Task brief
The listing below is to be copied exactly, with pictures excluded.

Records provided
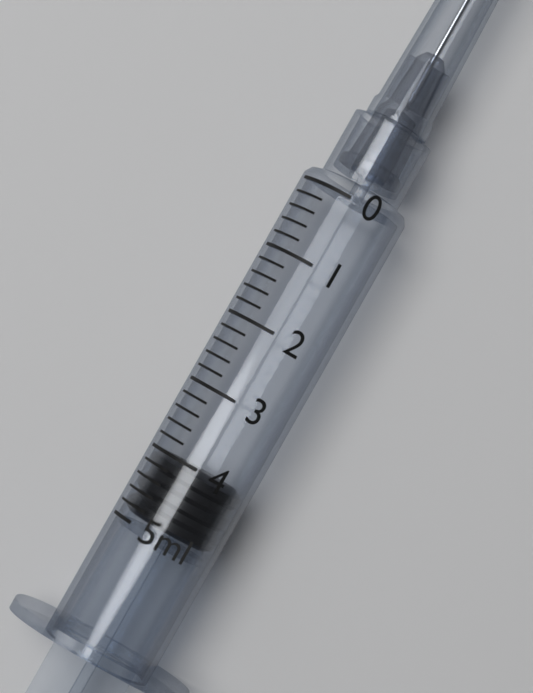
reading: 4.0 ml
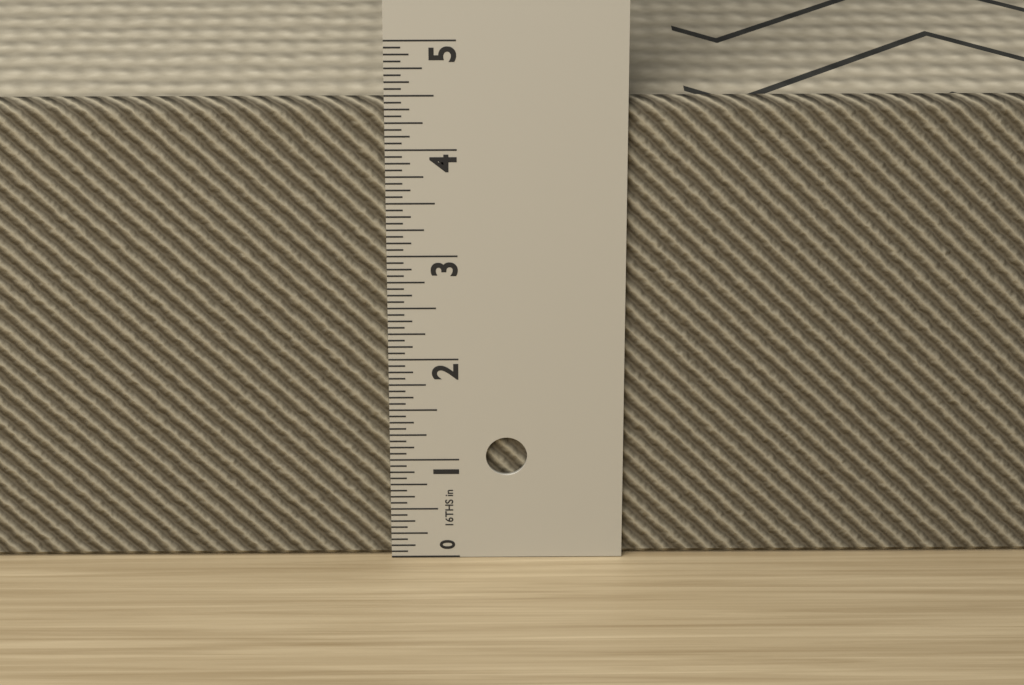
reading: 4.4375 in
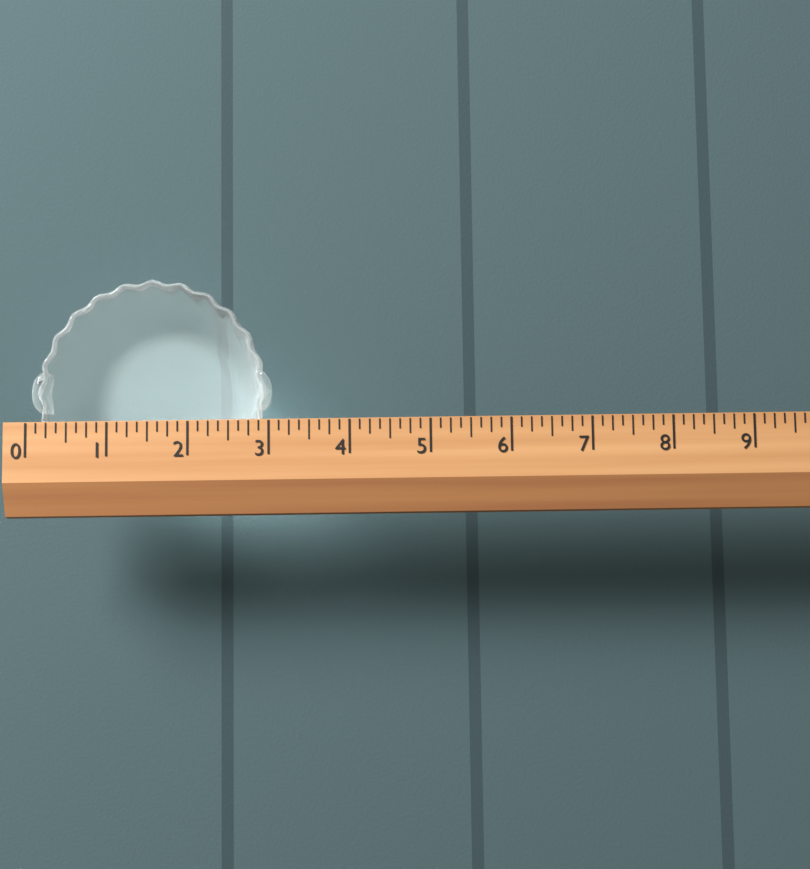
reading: 3.000 (no unit)
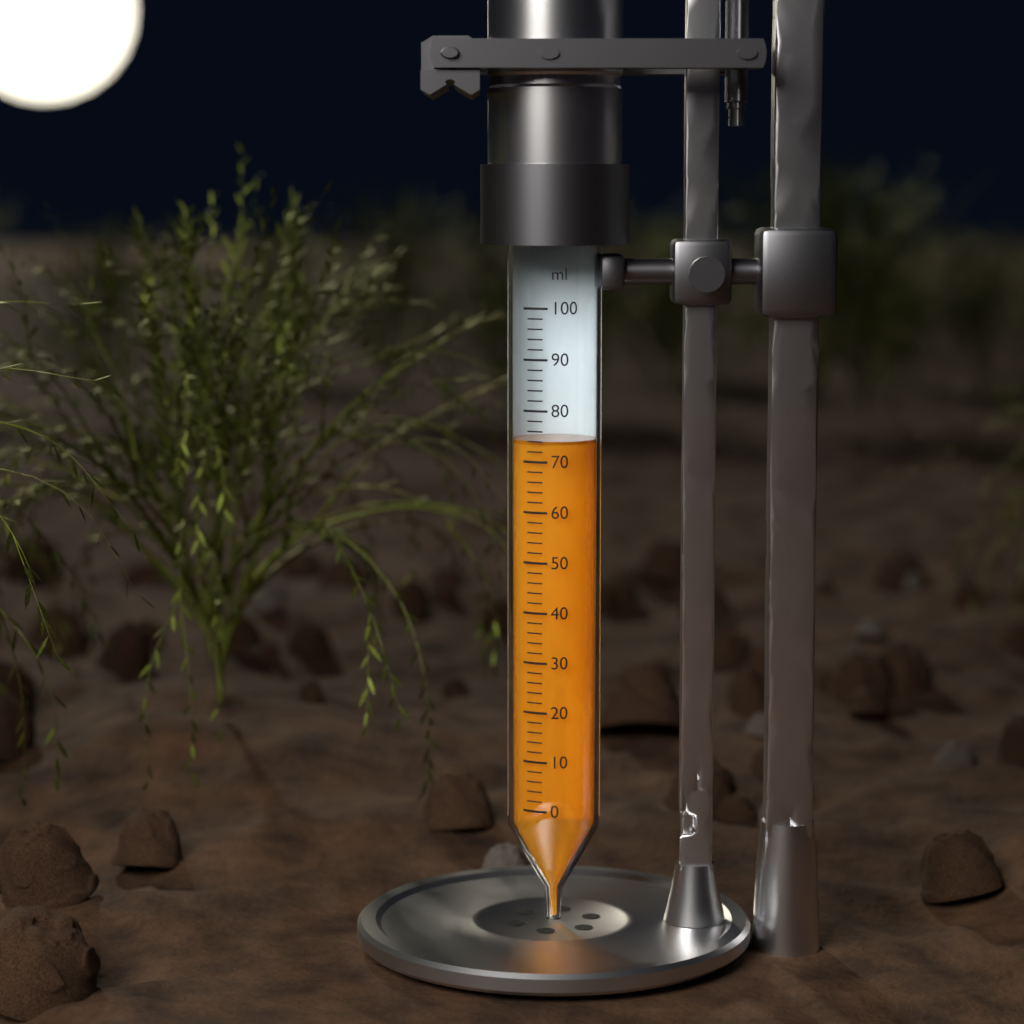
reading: 74 ml
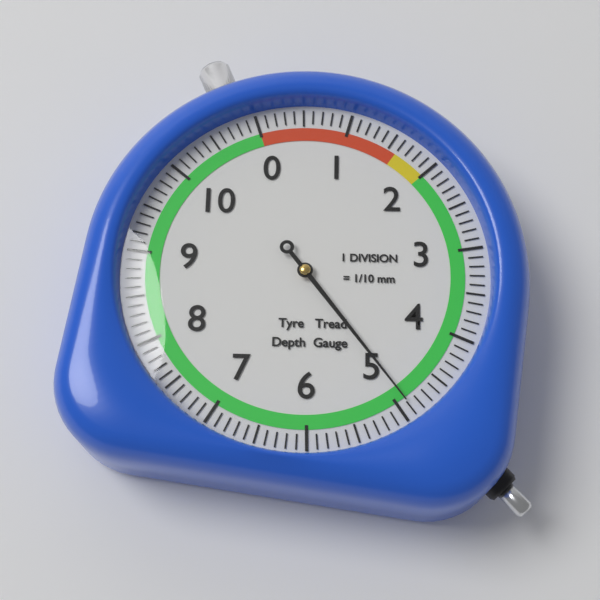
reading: 4.9 mm
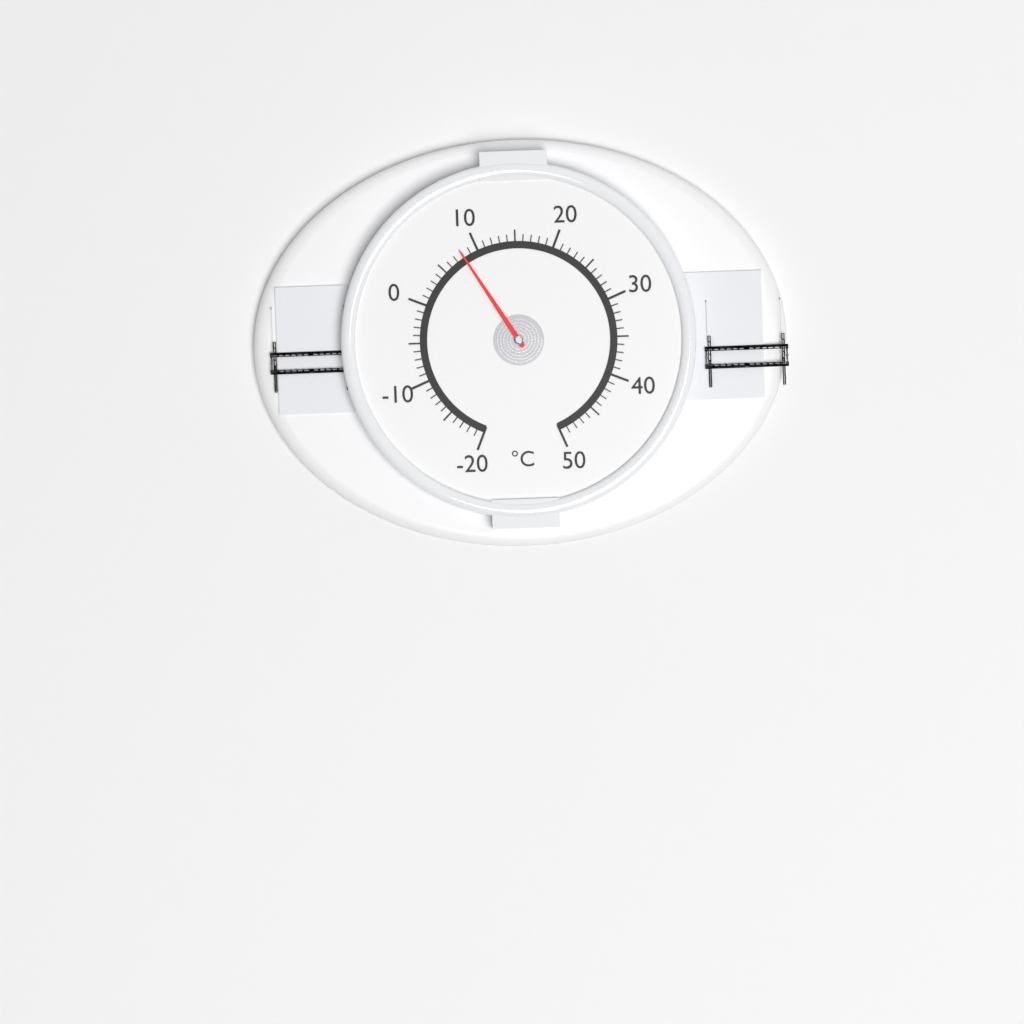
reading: 8 °C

Exercise answer
reading: 4.0 ml
reading: 4.4375 in
reading: 3.000 (no unit)
reading: 74 ml
reading: 4.9 mm
reading: 8 °C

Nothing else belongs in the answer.